Market Crash 101

eToro Wes
Green Star
Published in
2 min readOct 30, 2017
This is how it happens.

I get this question quite often, and it’s an interesting one so I wanted to detail my thoughts.

When the crash happens you won’t see it coming, and it could start in any part of the market. Property, stocks, bonds, commodities — anywhere. In terms of definition a crash needs to be a significant downturn i.e.

  • -10% = correction
  • -20% = bear market
  • -35 to -60% = crash

A crash can last for a long time, the last crash took roughly 18 months to run its course! They usually happen every decade, and guess what, we’re due another one.

Common Signals

Let me repeat, you won’t see it coming. But when people get nervous money will flow into Gold (and other commodities), USD and potentially cryptos. It’s not a bad idea to add some of these to your portfolio but you could be holding for a long time.

Hedge

So how can you hedge something that you can’t see coming? Diversify your portfolio across instrument types, industries, geographies, time (dollar-cost averaging), and grow your ability to be patient. Certain stocks are also considered safer in crashes, although this depends on the type of crash and if you don’t know when a crash is coming you probably don’t know what type of crash is coming.

A high-risk hedge approach, if you’ve got the money and belly for it, is to short the market once it becomes obvious that the market is crashing. The issue with this approach is that you’re betting that the market could continue down — there is always the chance that it suddenly swings! Tread cautiously here.

Take Action, or Not!

Crashes are characterised by panic selling across a huge number of investors, everyone suddenly wants out. But did you know that if you’d invested $10,000 in the S&P500 in 1970, and done nothing but hold you’d have $919,664.22 in 2014.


Your assignment: Search the data for the string "oblique" and extract every line where it appears.

(Figure record extracts)

+ + + +

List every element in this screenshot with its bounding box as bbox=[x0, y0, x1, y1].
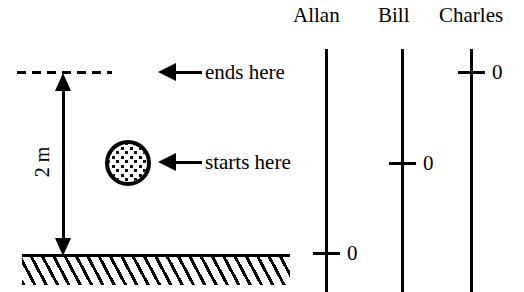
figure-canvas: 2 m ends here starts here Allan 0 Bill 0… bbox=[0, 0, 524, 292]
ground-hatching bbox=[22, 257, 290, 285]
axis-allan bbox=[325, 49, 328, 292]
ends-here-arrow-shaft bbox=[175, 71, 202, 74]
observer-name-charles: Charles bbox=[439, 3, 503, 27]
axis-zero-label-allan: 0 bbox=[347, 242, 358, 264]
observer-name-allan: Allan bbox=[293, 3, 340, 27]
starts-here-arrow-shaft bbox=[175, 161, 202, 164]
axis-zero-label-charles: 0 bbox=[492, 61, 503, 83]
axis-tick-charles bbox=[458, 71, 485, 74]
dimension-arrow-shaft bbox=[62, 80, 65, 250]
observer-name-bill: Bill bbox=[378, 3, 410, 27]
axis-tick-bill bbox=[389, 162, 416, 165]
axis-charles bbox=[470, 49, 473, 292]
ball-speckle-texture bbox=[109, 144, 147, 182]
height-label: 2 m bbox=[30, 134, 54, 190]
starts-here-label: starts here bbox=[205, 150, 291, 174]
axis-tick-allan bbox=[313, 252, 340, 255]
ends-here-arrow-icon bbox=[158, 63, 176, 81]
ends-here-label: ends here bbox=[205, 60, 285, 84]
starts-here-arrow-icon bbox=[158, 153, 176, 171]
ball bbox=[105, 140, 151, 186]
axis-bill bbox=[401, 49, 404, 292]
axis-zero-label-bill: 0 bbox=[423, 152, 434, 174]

+ + + +

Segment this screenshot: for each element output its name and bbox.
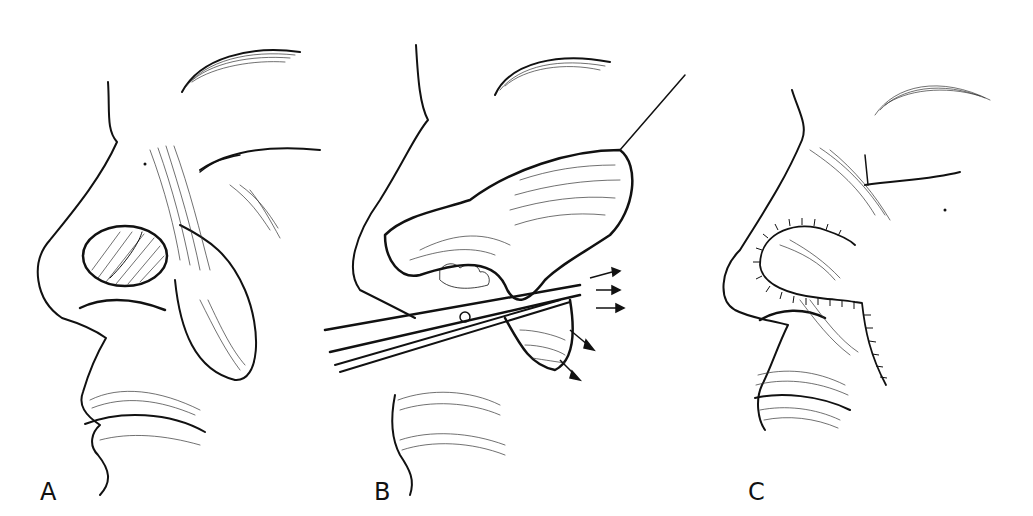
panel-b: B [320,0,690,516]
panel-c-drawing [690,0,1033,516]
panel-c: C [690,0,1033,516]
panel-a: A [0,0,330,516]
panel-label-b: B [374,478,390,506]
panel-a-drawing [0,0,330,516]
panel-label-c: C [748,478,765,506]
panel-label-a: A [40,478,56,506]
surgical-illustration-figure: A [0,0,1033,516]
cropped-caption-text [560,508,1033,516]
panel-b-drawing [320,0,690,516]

+ + + +

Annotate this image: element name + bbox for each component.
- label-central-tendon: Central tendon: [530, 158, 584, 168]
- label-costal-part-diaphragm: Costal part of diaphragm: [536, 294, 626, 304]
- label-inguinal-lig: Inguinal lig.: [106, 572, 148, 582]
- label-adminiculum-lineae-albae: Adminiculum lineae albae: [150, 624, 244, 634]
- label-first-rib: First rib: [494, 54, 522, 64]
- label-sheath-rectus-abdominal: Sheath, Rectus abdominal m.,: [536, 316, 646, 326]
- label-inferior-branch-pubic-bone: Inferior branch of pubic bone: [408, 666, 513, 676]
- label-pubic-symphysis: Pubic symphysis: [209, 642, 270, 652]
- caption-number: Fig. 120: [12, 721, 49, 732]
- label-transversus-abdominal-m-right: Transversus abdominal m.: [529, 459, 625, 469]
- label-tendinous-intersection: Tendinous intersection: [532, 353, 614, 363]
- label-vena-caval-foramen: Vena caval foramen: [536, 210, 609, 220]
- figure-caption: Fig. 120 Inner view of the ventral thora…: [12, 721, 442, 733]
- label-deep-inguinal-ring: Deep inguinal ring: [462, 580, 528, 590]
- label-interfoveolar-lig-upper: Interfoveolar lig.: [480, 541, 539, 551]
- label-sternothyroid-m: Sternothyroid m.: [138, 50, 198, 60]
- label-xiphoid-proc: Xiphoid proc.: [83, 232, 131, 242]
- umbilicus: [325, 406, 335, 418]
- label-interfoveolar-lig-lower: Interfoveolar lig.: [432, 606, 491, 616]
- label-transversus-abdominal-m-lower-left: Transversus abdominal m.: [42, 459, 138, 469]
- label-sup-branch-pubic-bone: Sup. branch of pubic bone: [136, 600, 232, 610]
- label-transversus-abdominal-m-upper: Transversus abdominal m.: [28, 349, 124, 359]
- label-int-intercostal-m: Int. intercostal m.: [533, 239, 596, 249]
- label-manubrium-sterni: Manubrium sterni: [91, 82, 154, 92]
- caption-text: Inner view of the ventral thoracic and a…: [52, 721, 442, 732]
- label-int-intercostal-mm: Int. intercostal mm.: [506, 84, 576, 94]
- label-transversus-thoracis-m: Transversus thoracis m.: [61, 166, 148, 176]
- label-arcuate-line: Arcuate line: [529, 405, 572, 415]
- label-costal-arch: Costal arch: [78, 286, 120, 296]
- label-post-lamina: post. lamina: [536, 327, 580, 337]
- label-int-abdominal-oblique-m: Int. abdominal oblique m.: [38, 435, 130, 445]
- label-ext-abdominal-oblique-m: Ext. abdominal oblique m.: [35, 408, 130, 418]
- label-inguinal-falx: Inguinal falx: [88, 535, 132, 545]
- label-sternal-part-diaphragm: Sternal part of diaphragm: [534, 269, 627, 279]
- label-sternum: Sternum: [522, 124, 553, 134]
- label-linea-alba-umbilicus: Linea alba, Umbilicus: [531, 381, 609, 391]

+ + + +

Exercise answer:
- label-int-abdominal-oblique-m: Int. abdominal oblique m.: [38, 435, 130, 445]
- label-ext-abdominal-oblique-m: Ext. abdominal oblique m.: [35, 408, 130, 418]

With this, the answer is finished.